AI use at work is saving employees more than two hours daily, but it also creates workforce tension. Employees report becoming faster while feeling less confident, less skilled, and less certain they can perform tasks without machine assistance. Many employees say they rely on AI too much, cannot function without it, and believe overuse is eroding skills and intelligence, especially among Gen Z. External pressure to use AI for productivity is widespread, often without adequate training or policies. A large share of employees admit using AI for sensitive or high-stakes tasks such as legal or compliance work, emotionally nuanced decisions, and handling confidential information, where human judgment is most critical and errors are costly.
"Employees are getting faster, but some are also getting less confident, less skilled, and less certain they can do their jobs without a machine doing much of the thinking for them. That tension is the defining workforce challenge of 2026, and most companies aren't prepared to address it."
"Fifty percent of employees now say they rely on AI too much. Thirty percent say they can no longer function without it. And 39% believe their overreliance on AI is actively eroding their skills and making them less intelligent, a number that climbs to 46% among Gen Z workers."
"Sixty percent of employees say they feel pressured to use AI tools to boost productivity regardless of whether the task calls for it. That pressure, absent the right training and policies, is a setup for misuse."
"Seventy percent of employees (up from 54% just a year ago) admit they've used AI for sensitive or high-stakes tasks, including legal or compliance work, decisions requiring emotional intelligence, and actions involving confidential information. These are exactly the domains where human judgment is most irreplaceable, and where AI errors carry the highest cost."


Output only the lines from the line holding "On this 683×1024" through the close of the records, exactly as they appear, with all pictures omitted.

Saved data entries
━━━━━━━━━━━━━━━━━━━━━━━━━━━━━━

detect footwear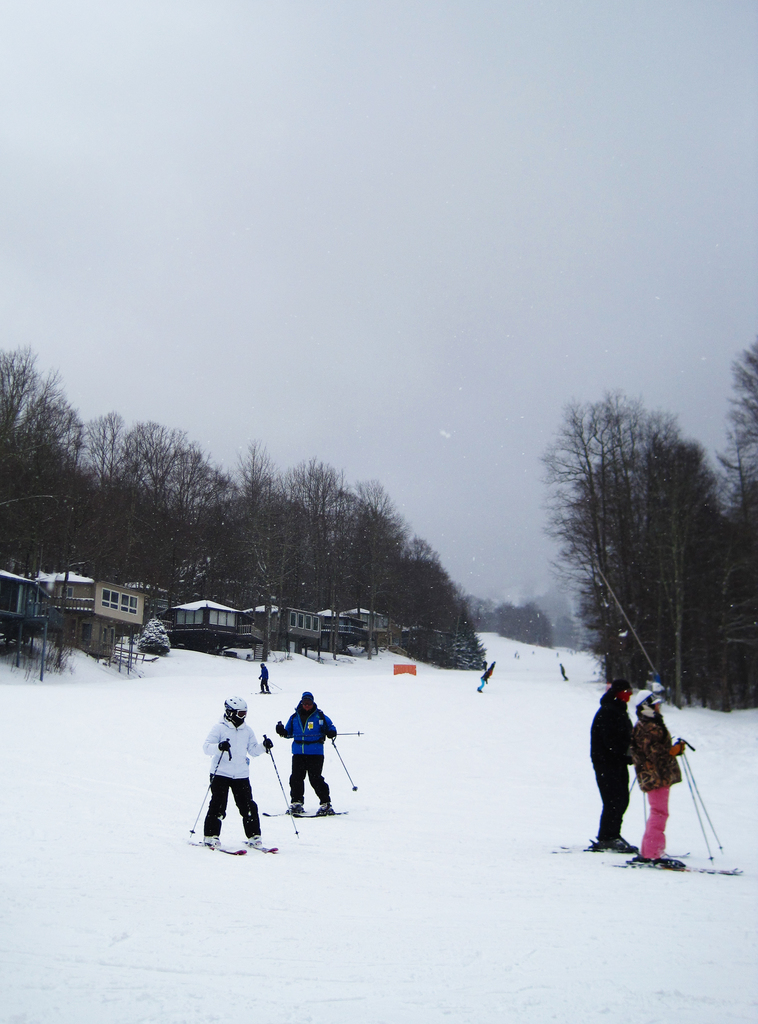
detection(202, 827, 229, 856)
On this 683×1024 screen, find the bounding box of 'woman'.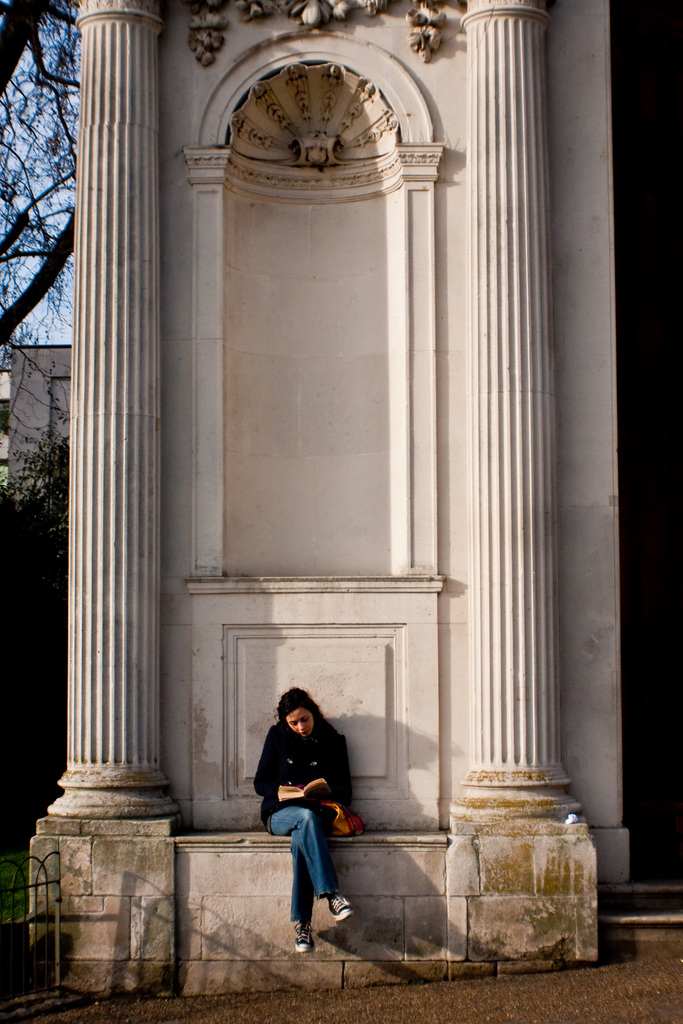
Bounding box: detection(254, 692, 365, 944).
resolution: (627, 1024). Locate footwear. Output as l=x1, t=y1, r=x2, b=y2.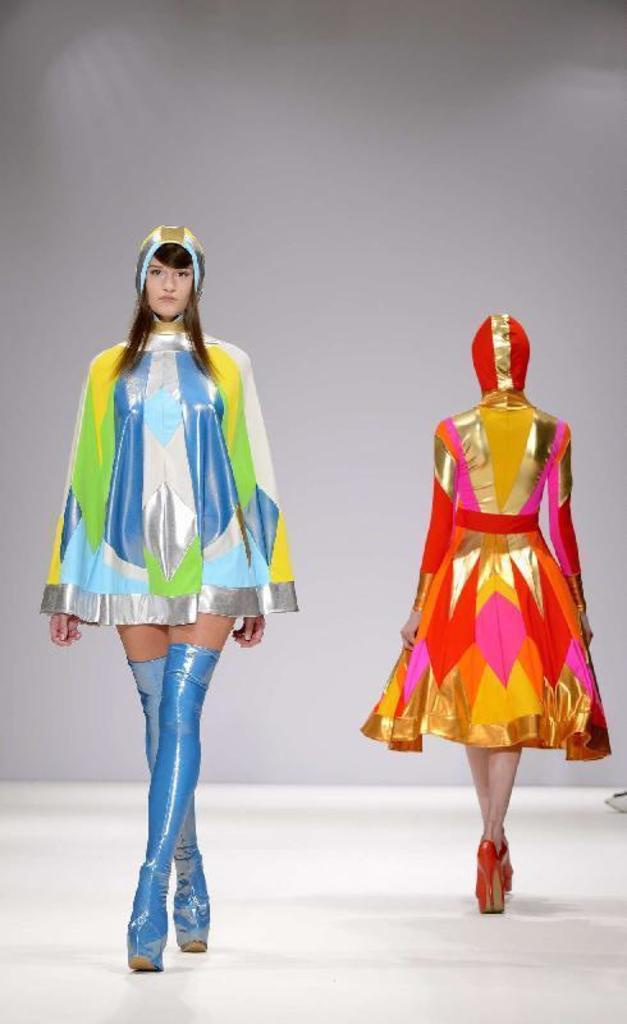
l=168, t=867, r=218, b=948.
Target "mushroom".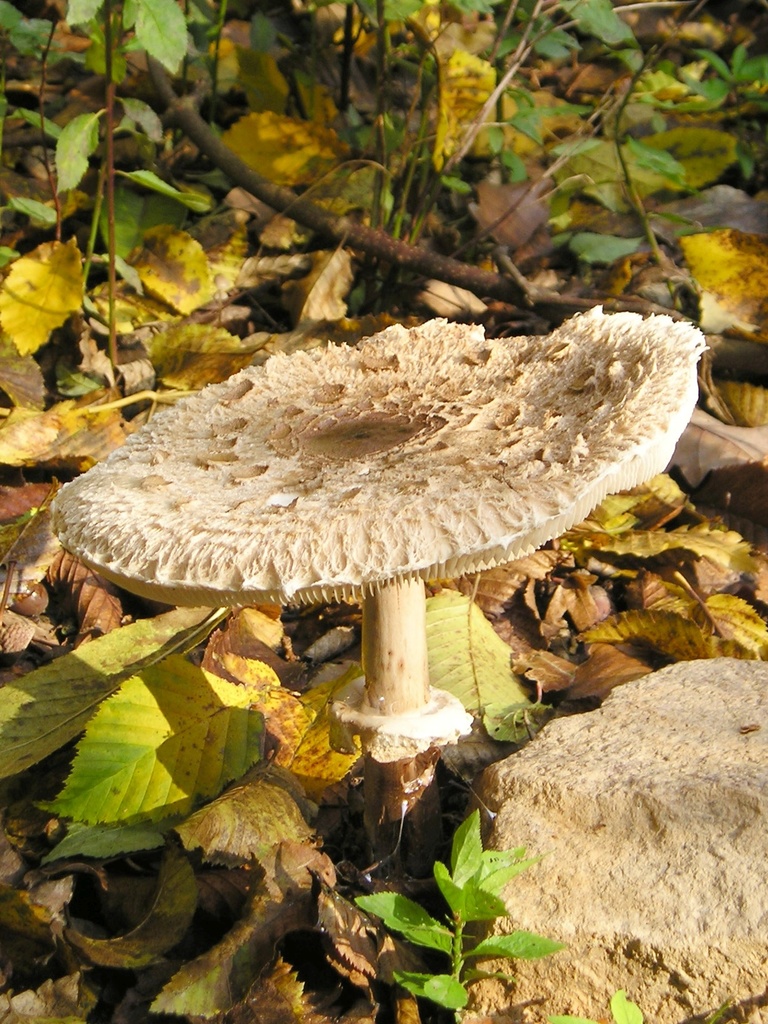
Target region: 25, 304, 685, 808.
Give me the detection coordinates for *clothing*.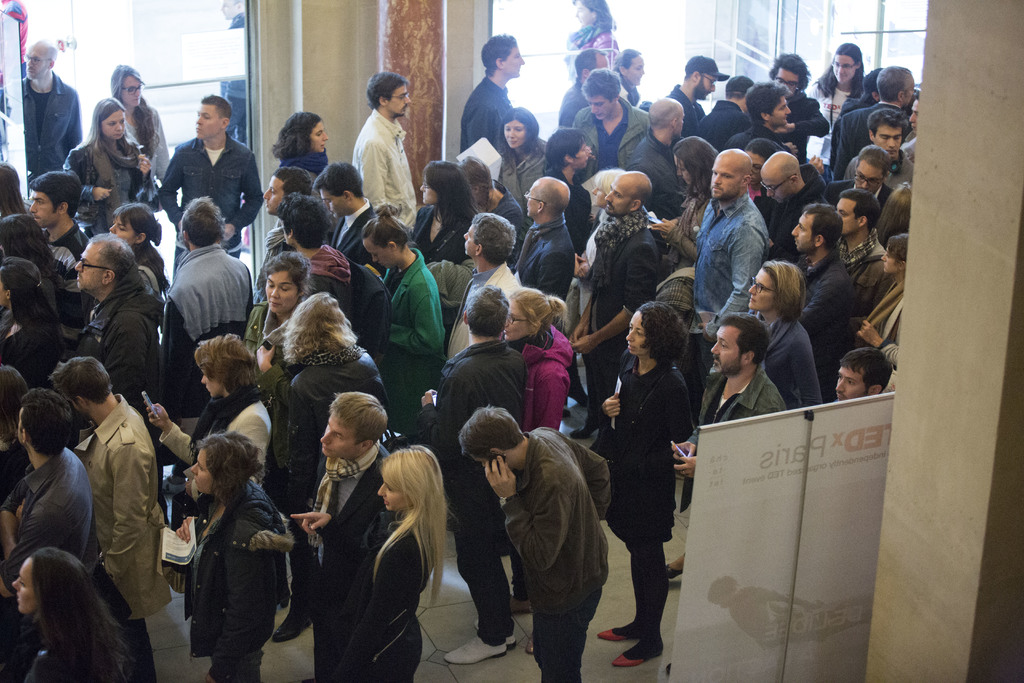
{"left": 307, "top": 242, "right": 355, "bottom": 326}.
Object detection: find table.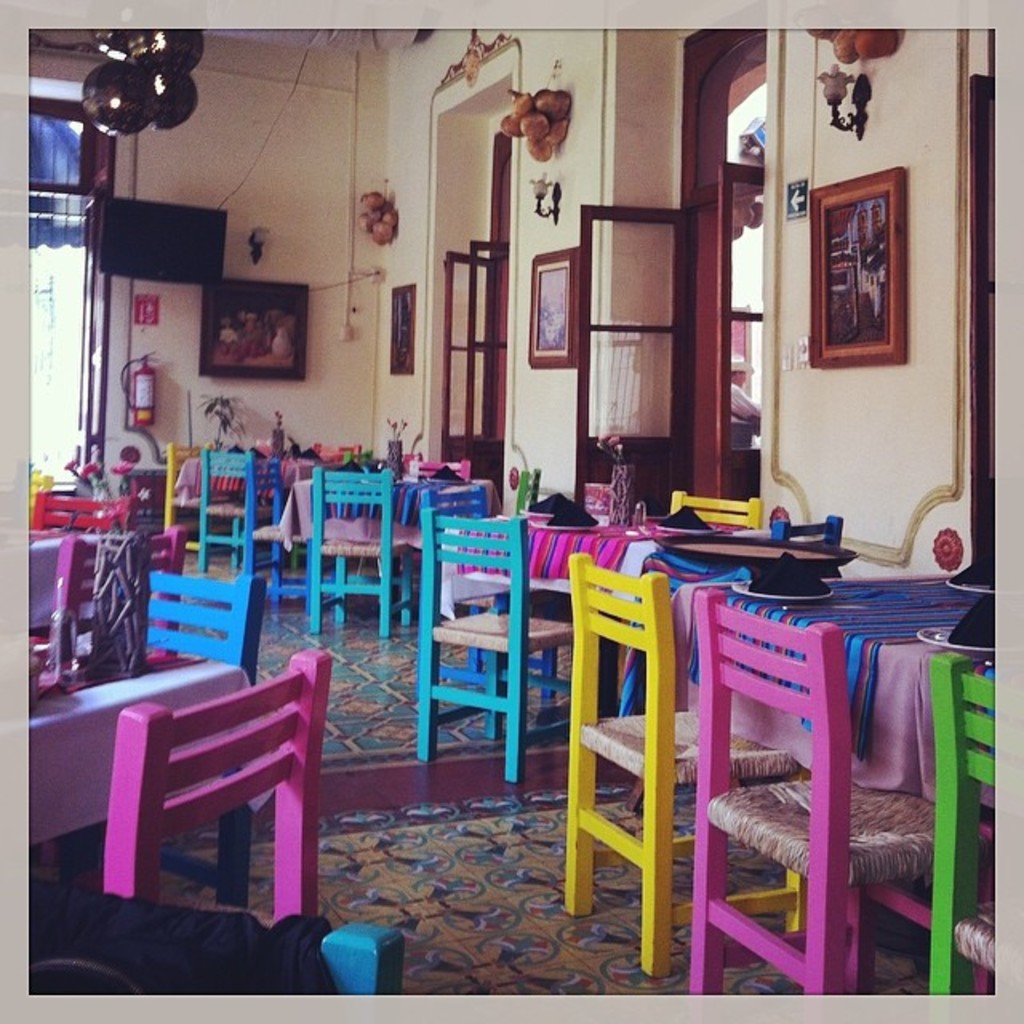
select_region(675, 557, 1019, 1006).
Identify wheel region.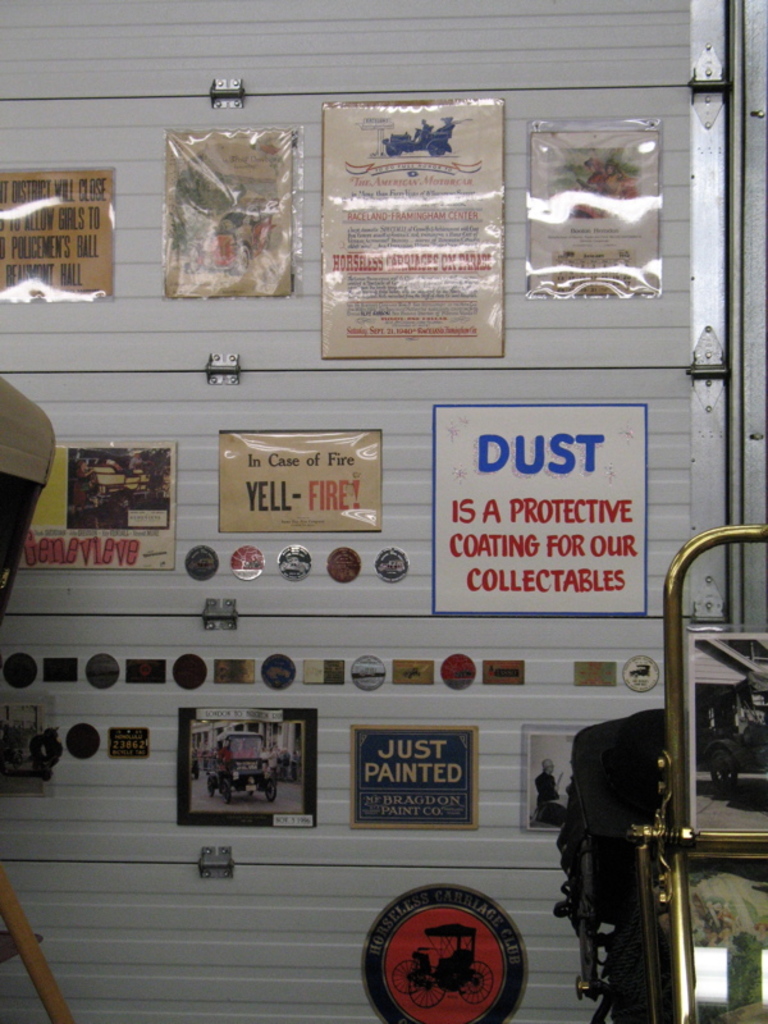
Region: l=216, t=778, r=227, b=804.
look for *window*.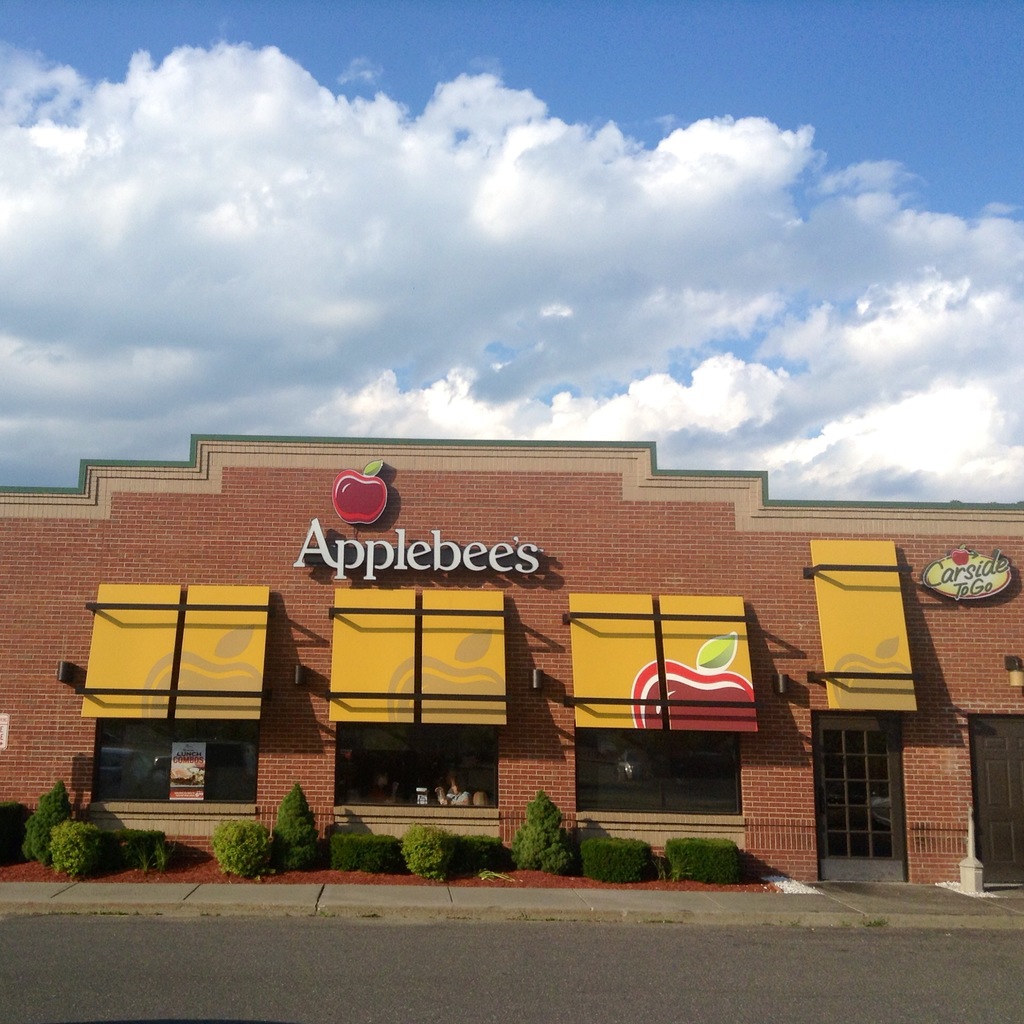
Found: 326,584,511,843.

━━━━━━━━━━━━━━━━━━━━━━━━━━━━━━

• Final answer
On this 683×1024 screen, find the bounding box of 'woman'.
Bounding box: detection(254, 692, 365, 944).
resolution: (627, 1024). Locate footwear. Output as l=x1, t=y1, r=x2, b=y2.
l=168, t=867, r=218, b=948.
Target "mushroom".
Target region: 25, 304, 685, 808.
Give me the detection coordinates for *clothing*.
{"left": 307, "top": 242, "right": 355, "bottom": 326}.
Object detection: find table.
select_region(675, 557, 1019, 1006).
Identify wheel region.
Region: l=216, t=778, r=227, b=804.
look for *window*.
Found: 326,584,511,843.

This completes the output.